Another piece about our work was published by our German counterparts at Medien-Doktor.de (“The German HealthNewsReview”). It is headlined, “Who will warn us when the watch dog remains silent? Gary Schwitzer, founder of HealthNewsReview.org, retires.” http://www.medien-doktor.de/medizin/sprechstunde/who-will-warn-us-when-the-watch-dog-remains-silent-gary-schwitzer-founder-of-healthnewsreview-org-retires/
Gary Schwitzer
Publisher
Our Comments Policy
But before leaving a comment, please review these notes about our policy.
You are responsible for any comments you leave on this site.
This site is primarily a forum for discussion about the quality (or lack thereof) in journalism or other media messages (advertising, marketing, public relations, medical journals, etc.) It is not intended to be a forum for definitive discussions about medicine or science.
We will delete comments that include personal attacks, unfounded allegations, unverified claims, product pitches, profanity or any from anyone who does not list a full name and a functioning email address. We will also end any thread of repetitive comments. We don”t give medical advice so we won”t respond to questions asking for it.
We don”t have sufficient staffing to contact each commenter who left such a message. If you have a question about why your comment was edited or removed, you can email us at feedback@healthnewsreview.org.
There has been a recent burst of attention to troubles with many comments left on science and science news/communication websites. Read “Online science comments: trolls, trash and treasure.”

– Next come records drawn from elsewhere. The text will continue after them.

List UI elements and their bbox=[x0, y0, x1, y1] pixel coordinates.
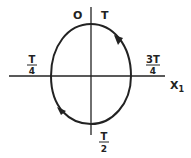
axis-label-x1: X1 bbox=[170, 79, 184, 94]
orbit-diagram: O T T 4 3T 4 X1 T 2 bbox=[0, 0, 191, 158]
label-t-over-2-denominator: 2 bbox=[101, 144, 107, 154]
label-3t-over-4-numerator: 3T bbox=[146, 54, 160, 65]
label-o: O bbox=[73, 9, 82, 22]
label-t: T bbox=[101, 9, 109, 22]
label-t-over-4-numerator: T bbox=[29, 54, 36, 65]
label-t-over-2-numerator: T bbox=[101, 131, 108, 142]
label-3t-over-4-denominator: 4 bbox=[150, 66, 156, 76]
label-t-over-4-denominator: 4 bbox=[29, 66, 35, 76]
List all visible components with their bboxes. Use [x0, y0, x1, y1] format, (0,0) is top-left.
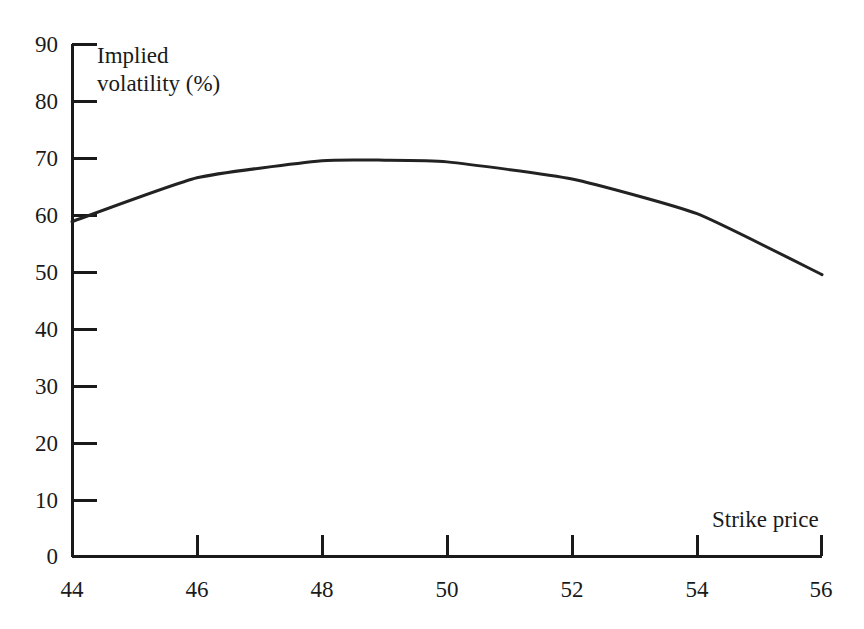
x-tick-label-56: 56: [810, 578, 833, 601]
x-axis-title: Strike price: [712, 506, 819, 534]
y-axis-title-line-1: Implied: [97, 42, 220, 70]
y-tick-label-80: 80: [10, 90, 58, 113]
volatility-smile-curve: [72, 160, 822, 275]
y-tick-label-90: 90: [10, 33, 58, 56]
y-axis-title-line-2: volatility (%): [97, 70, 220, 98]
y-tick-label-30: 30: [10, 375, 58, 398]
y-tick-label-50: 50: [10, 261, 58, 284]
x-tick-label-54: 54: [686, 578, 709, 601]
y-tick-label-20: 20: [10, 432, 58, 455]
x-tick-label-50: 50: [436, 578, 459, 601]
y-tick-label-60: 60: [10, 204, 58, 227]
chart-figure: 90 80 70 60 50 40 30 20 10 0 44 46 48 50…: [0, 0, 864, 629]
y-axis-title: Implied volatility (%): [97, 42, 220, 98]
x-tick-label-44: 44: [61, 578, 84, 601]
y-tick-label-70: 70: [10, 147, 58, 170]
y-tick-label-10: 10: [10, 489, 58, 512]
x-axis-ticks: [198, 535, 822, 556]
x-tick-label-52: 52: [561, 578, 584, 601]
x-tick-label-48: 48: [311, 578, 334, 601]
x-tick-label-46: 46: [186, 578, 209, 601]
y-axis-ticks: [72, 45, 97, 501]
y-tick-label-40: 40: [10, 318, 58, 341]
y-tick-label-0: 0: [10, 545, 58, 568]
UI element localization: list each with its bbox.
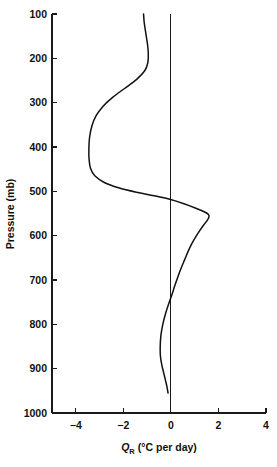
figure-container: 1002003004005006007008009001000 −4−2024 …	[0, 0, 277, 467]
y-axis-tick-label: 900	[29, 362, 47, 374]
x-axis-tick-label: 0	[168, 419, 174, 431]
y-axis-tick-label: 1000	[24, 407, 48, 419]
y-axis-title: Pressure (mb)	[4, 179, 16, 250]
y-axis-tick-label: 300	[29, 96, 47, 108]
y-axis-tick-label: 700	[29, 274, 47, 286]
y-axis-tick-label: 500	[29, 185, 47, 197]
y-axis-tick-label: 200	[29, 52, 47, 64]
y-axis-tick-label: 400	[29, 141, 47, 153]
x-axis-title-symbol: Q	[121, 441, 129, 453]
y-axis-tick-label: 600	[29, 229, 47, 241]
x-axis-tick-label: −4	[70, 419, 82, 431]
x-axis-tick-label: 2	[216, 419, 222, 431]
radiative-heating-chart: 1002003004005006007008009001000 −4−2024 …	[0, 0, 277, 467]
x-axis-tick-label: −2	[117, 419, 129, 431]
x-axis-title-subscript: R	[129, 447, 135, 456]
x-axis-tick-label: 4	[263, 419, 269, 431]
y-axis-tick-label: 800	[29, 318, 47, 330]
y-axis-tick-label: 100	[29, 8, 47, 20]
x-axis-title-units: (°C per day)	[138, 441, 197, 453]
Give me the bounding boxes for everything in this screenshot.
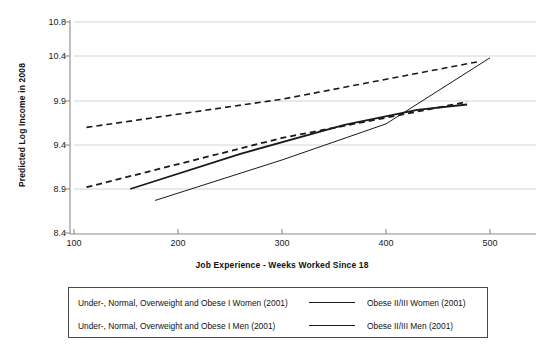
series-lines	[86, 58, 490, 201]
legend-row: Under-, Normal, Overweight and Obese I M…	[69, 313, 487, 338]
chart-figure: Predicted Log Income in 2008 10.8 10.4 9…	[0, 0, 552, 354]
tick-marks	[65, 22, 490, 234]
series-line	[130, 105, 467, 189]
legend-line-sample-solid-thick	[305, 302, 359, 304]
legend-line-sample-solid-thin	[305, 325, 359, 326]
legend-row: Under-, Normal, Overweight and Obese I W…	[69, 290, 487, 315]
legend-label-right: Obese II/III Women (2001)	[359, 298, 487, 308]
axis-lines	[70, 20, 536, 234]
series-line	[155, 58, 490, 201]
legend-label-left: Under-, Normal, Overweight and Obese I M…	[69, 321, 305, 331]
legend: Under-, Normal, Overweight and Obese I W…	[68, 287, 488, 338]
series-line	[86, 61, 479, 127]
gridlines	[74, 22, 536, 189]
legend-label-right: Obese II/III Men (2001)	[359, 321, 487, 331]
legend-label-left: Under-, Normal, Overweight and Obese I W…	[69, 298, 305, 308]
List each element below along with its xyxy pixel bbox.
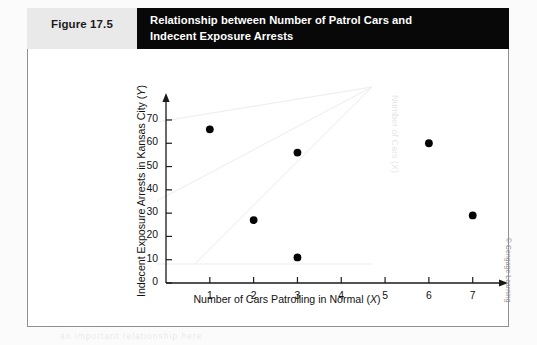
data-point-group [206, 125, 477, 261]
x-tick-label: 7 [465, 290, 481, 301]
data-point [294, 149, 302, 157]
scatter-plot: 010203040506070 1234567 Indecent Exposur… [27, 49, 509, 327]
y-axis-title: Indecent Exposure Arrests in Kansas City… [135, 76, 147, 306]
plot-axes [166, 101, 502, 283]
data-point [250, 216, 258, 224]
copyright-credit: © Cengage Learning [505, 238, 512, 303]
plot-canvas [27, 49, 509, 327]
figure-number-label: Figure 17.5 [51, 18, 113, 30]
figure-header: Figure 17.5 Relationship between Number … [27, 8, 509, 49]
data-point [425, 139, 433, 147]
x-axis-title: Number of Cars Patrolling in Normal (X) [137, 293, 437, 305]
ghost-lines [157, 87, 372, 264]
y-axis-ticks [166, 120, 172, 283]
axis-variable-symbol: X [370, 293, 377, 305]
axis-variable-symbol: Y [135, 89, 147, 96]
data-point [206, 125, 214, 133]
figure-number-band: Figure 17.5 [27, 8, 137, 49]
y-axis-arrow [162, 93, 169, 102]
x-axis-ticks [210, 277, 473, 283]
figure-title-band: Relationship between Number of Patrol Ca… [137, 8, 509, 49]
data-point [294, 253, 302, 261]
data-point [469, 212, 477, 220]
figure-title: Relationship between Number of Patrol Ca… [150, 13, 412, 44]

The authors of the Retraction Watch comments policy urge commenters:
We”re also concerned about anonymous comments. We ask that all commenters leave their full name and provide an actual email address in case we feel we need to contact them. We may delete any comment left by someone who does not leave their name and a legitimate email address.
And, as noted, product pitches of any sort – pushing treatments, tests, products, procedures, physicians, medical centers, books, websites – are likely to be deleted. We don”t accept advertising on this site and are not going to give it away free.